Ok, Oleg... not sure what the differences are between your machine and the two that I'm running but the Tally table beats the two XML methods pretty badly on both.
First, here's my Tally table setup just so we're talking apples and apples. Also, make sure you're using my test generator so you're testing for "real life" very random data with commas in different positions in each row.
--===== Do this in a nice safe place that everyone has
USE TempDB;
--===================================================================
-- Create a Tally table from 1 to 11000
--===================================================================
--===== Create and populate the Tally table on the fly.
-- This ISNULL function makes the column NOT NULL
-- so we can put a Primary Key on it
SELECT TOP 11000
IDENTITY(INT,1,1) AS N
INTO dbo.Tally
FROM Master.sys.ALL_Columns ac1
CROSS JOIN Master.sys.ALL_Columns ac2
;
--===== Add a CLUSTERED Primary Key to maximize performance
ALTER TABLE dbo.Tally
ADD CONSTRAINT PK_Tally_N
PRIMARY KEY CLUSTERED (N) WITH FILLFACTOR = 100
;
--===== Allow the general public to use it
GRANT SELECT ON dbo.Tally TO PUBLIC
;
GO
Here are the run results from my desktop machine (8 year old single P4 1.8GHz 1GB Ram).
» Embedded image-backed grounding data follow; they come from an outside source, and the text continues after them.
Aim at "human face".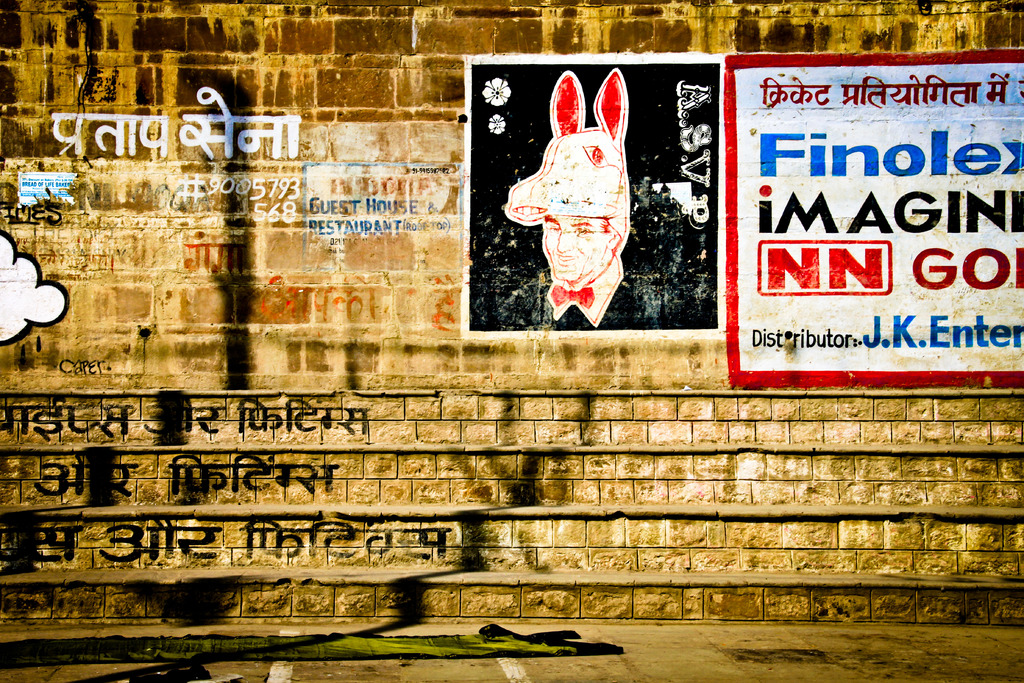
Aimed at left=540, top=215, right=619, bottom=286.
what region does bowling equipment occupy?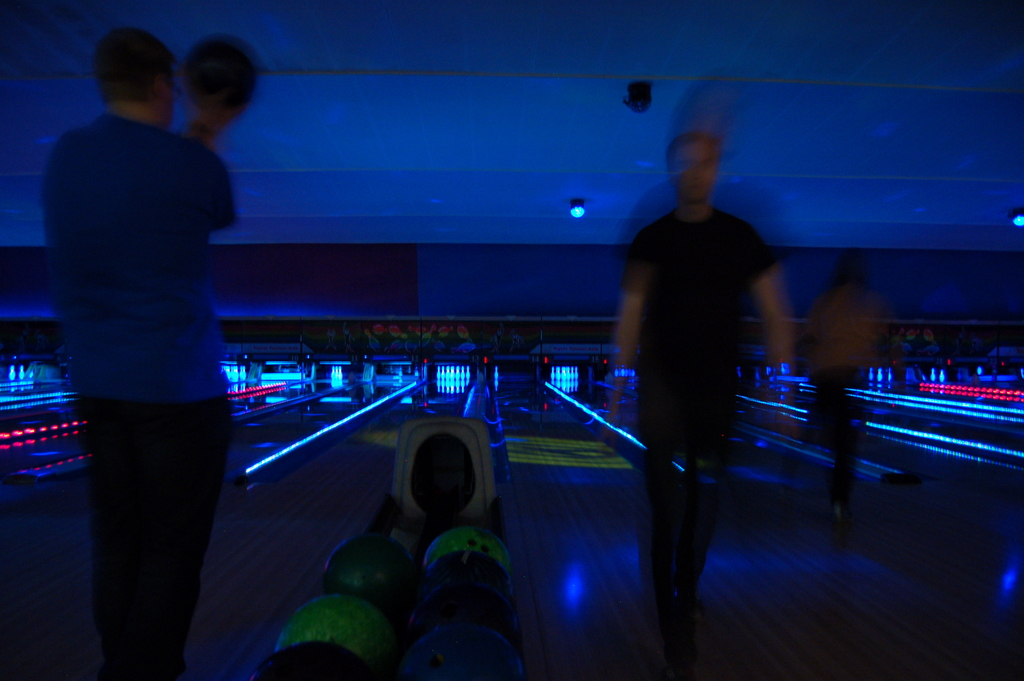
939, 365, 948, 381.
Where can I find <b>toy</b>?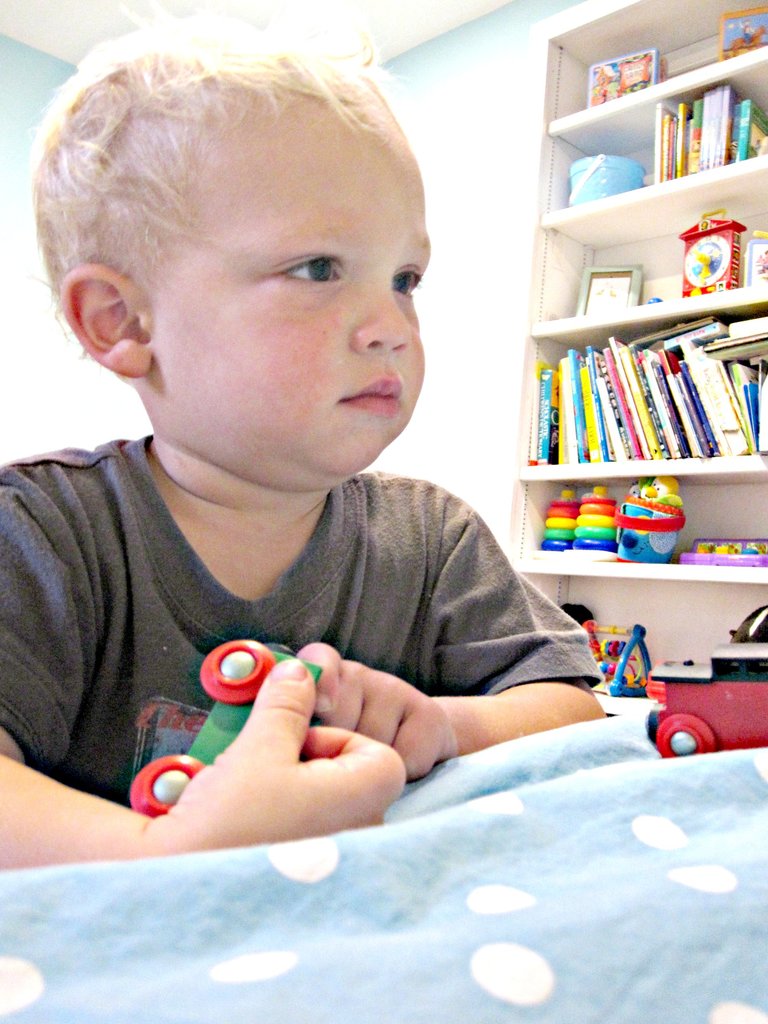
You can find it at 559, 476, 611, 564.
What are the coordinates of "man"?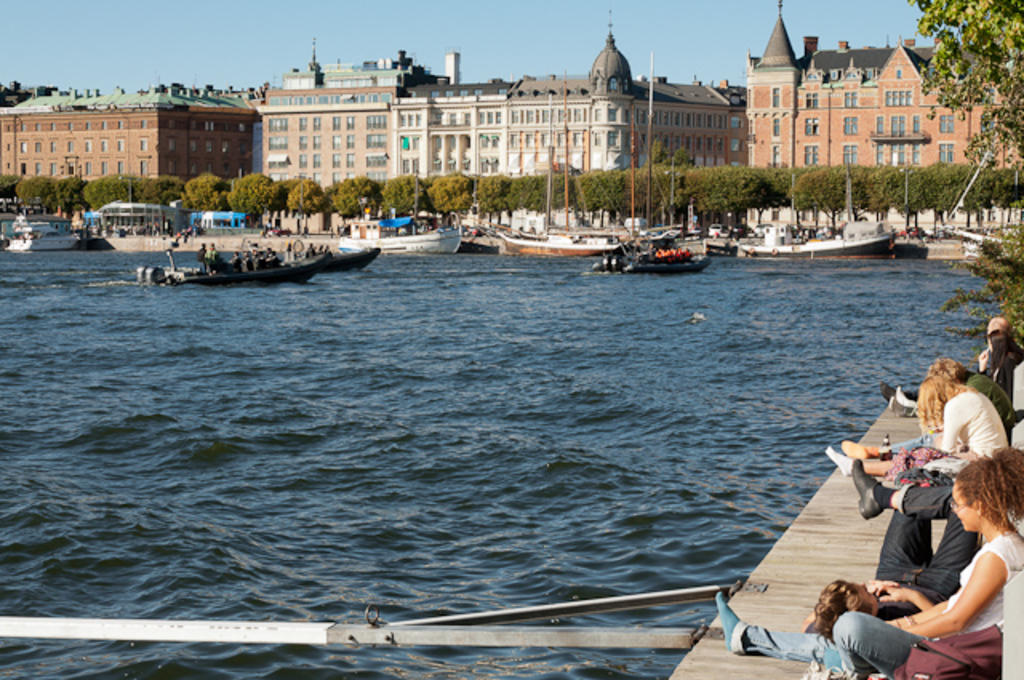
816, 454, 979, 616.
Do notice the 100 element test, please. And, hell no... with speeds like that, there's no way I'm running a 1,000 element test.
Here are the exact same runs from a real server running 4 32-bit Xeons at 3GHz on Windows 2003 and SQL Server 2005 sp3 with 2GB memory allocated to SQL Server. Again... notice the 100 element runs.
I just might try the 1000 element runs on the server (well... probably NOT the XML3 version).
--Jeff Moden
Change is inevitable... Change for the better is not.